Wednesday, May 10, 2006

Wednesday May 10, back in Indianapolis

Tuesday dawned another beautiful day, so I just headed on down the highway. After a few hours of mindless truck passing and roadkill avoiding I felt in need of a break. I had seen a sign on the side of the road advertising a car museum in a town called Auburn, so decided to have a look.

This turned out to be a fantastic display of some beautifully restored cars from the era of Indiana's prime as an auto manufacturing industry. The Auburn car company became the Cord car company, which ultimately also made the Duesenburg - hence the museum was called the A-C-D museum. Many of these cars were one-offs, or one of very few remaining, and all were restored to immaculate condition.

The building as well was a bit of a classic. The company's administration and design building, very much in the classic deco style, and has been painted up with all its highlights. I particularly liked the patterning on the floor. I never realised that there originally so many small, private car manufacturing companies in Indiana. One display showed the location of over 100 different companies in the 1930's in this state alone.

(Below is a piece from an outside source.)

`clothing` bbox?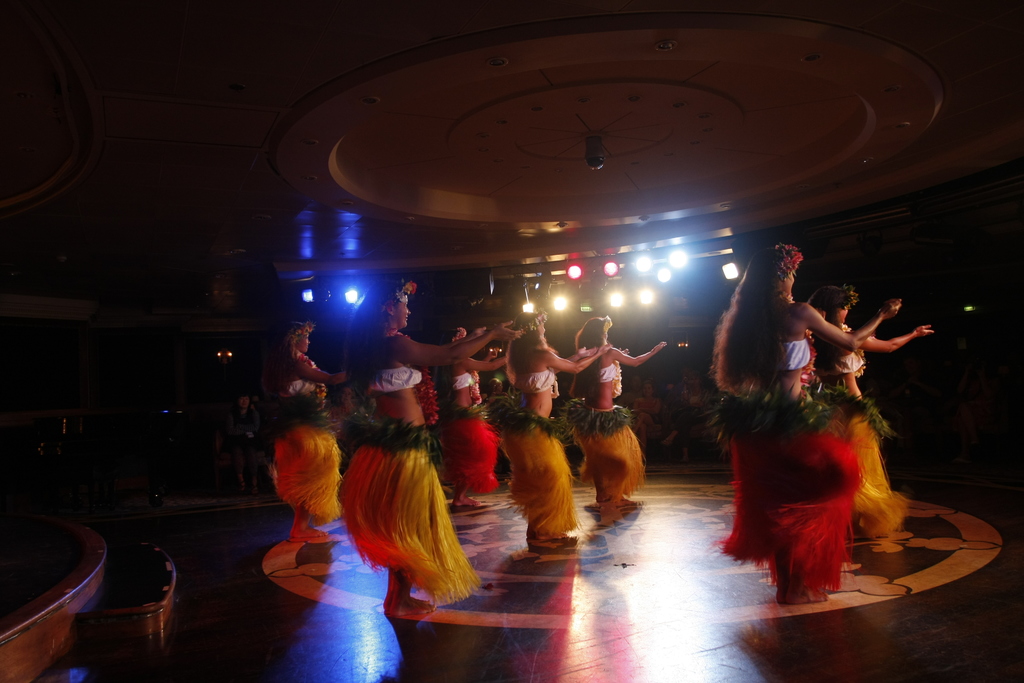
(x1=579, y1=402, x2=647, y2=506)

Today has been spent at a full-day meeting at the IUPUI (Indiana University, Purdue University Indianapolis - and we thought AUT University was a redundancy!). This was a project team meeting for the expansion of their ePort tool - the same open source one that Darren Cambridge who I met at George Mason University has been working on. This has been used for the last couple of years by some of the university's innovators (mainly in the schools of Education and Engineering), but is now planned for extension into their TLC's (Themed Learning Communities). These are cohorts of 1st-year students - 19 of them altogether, each with 25 students and a bunch of instructors and advisors.

The meeting was interesting from the point of view of some of the underlying issues of a large-scale implementation. They are grappling with issues of student completion, assessment, publicity, staff training, executive acceptance, etc. Many of which sound very similar to the challenges we will face at AUT I'm sure.

So now I have dropped off my rental car - nearly 2500 miles later - and feel very relieved that all my transport can now be left in the hands of others. Tomorrow will be a very early start for a 6am flight to San Francisco via Chicago.